The 1900s setting works well enough, with hints of Viennese waltzes, frock coats and painted trollops, although the timelessness of the story and its quiet, understated horror, means you quickly forget about the outward show, and, to be honest, it could be anytime, anyplace. Deep down, it’s all about the powerplay between Angelo and Isabella, and the Duke’s subsequent devious plans to right the wrongs without being castigated for handing over control. The contrast between the Angelo’s clinical brutality and, say, the jokey shenanigans of the pimp Pompey or the foolish constable Elbow, is stark and uncomfortable;
but they do very successfully show that it takes all sorts to make a dukedom. Only Lucio bridges the gap between the classes, being both educated and courtly, but also absurd and foppish; whilst he mixes in the high circles of power, and, with apologies for mixing my analogies here, like Icarus he flies too close to the sun.
This is a fine, strong, satisfying production with great performances across the board. Lucy Phelps’ Isabella is a hearty, determined young woman but who won’t allow her moral standards to slip. It’s a great portrayal of a small cog in a big machine, out of her depth when the consequences of her actions become clear. There’s a great scene between Ms Phelps and James Cooney, as the forlorn, clueless Claudio, when he’s uncomprehending as to why she wouldn’t make this sacrifice for him and she’s furious that he should even ask such a thing; two little people lost in a vast, cruel world.
Sandy Grierson is excellent as the cold, calculating Angelo; looking like a cross between Uriah Heep and Vladimir Putin, and about as trustworthy as both of them, he assumes mock humility at first but is quick to gain ruthless confidence.

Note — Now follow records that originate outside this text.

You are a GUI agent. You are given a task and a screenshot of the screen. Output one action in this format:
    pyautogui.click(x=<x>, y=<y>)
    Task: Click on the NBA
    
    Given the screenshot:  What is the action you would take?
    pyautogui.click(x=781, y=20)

It’s a measure of the seriousness of his performance that when he cowers on the floor, trembling at the prospect of a night of extorted rapture, that we don’t find it funny, like we would Malvolio. This Angelo allows us the wry smiles of recognising hypocrisy but no more; even when he is condemned to marriage with Mariana, we don’t laugh at his woe. Mr Grierson gives us a superb portrayal of a man who is ugly on the inside; a chancer who spreads misery where he can but is powerless against true authority.
Claire Price is fantastic as Escalus, beautifully upright, clear and decisive in her pronouncements; Joseph Arkley imbues Lucio with true upper-crust mischief making; and there are brilliant comic turns from Michael Patrick as the overzealous but under-accurate Elbow, and David Ajao as the wisecracking wide boy Pompey. Great support also from Amanda Harris as the surprisingly kindly Provost, Graeme Brookes as the flustered Mistress Overdone and the bizarrely assertive Barnadine, and Sophie Khan Levy as the much-wronged Mariana.
But it’s Antony Byrne’s magnificent portrayal of the Duke, with his innate authority at court and his overwhelmingly positive masquerade as Friar Lodowick that knits together all the threads of this superb production, full equally of humour and underplayed horror, and that helps to make this – in my humble opinion – the RSC’s best revival this year so far. Plenty of opportunities to see it, as it’s playing at Stratford until the end of August and then is on tour throughout the country until April, including the Christmas season at the Barbican. An excellent production of this perpetually relevant play.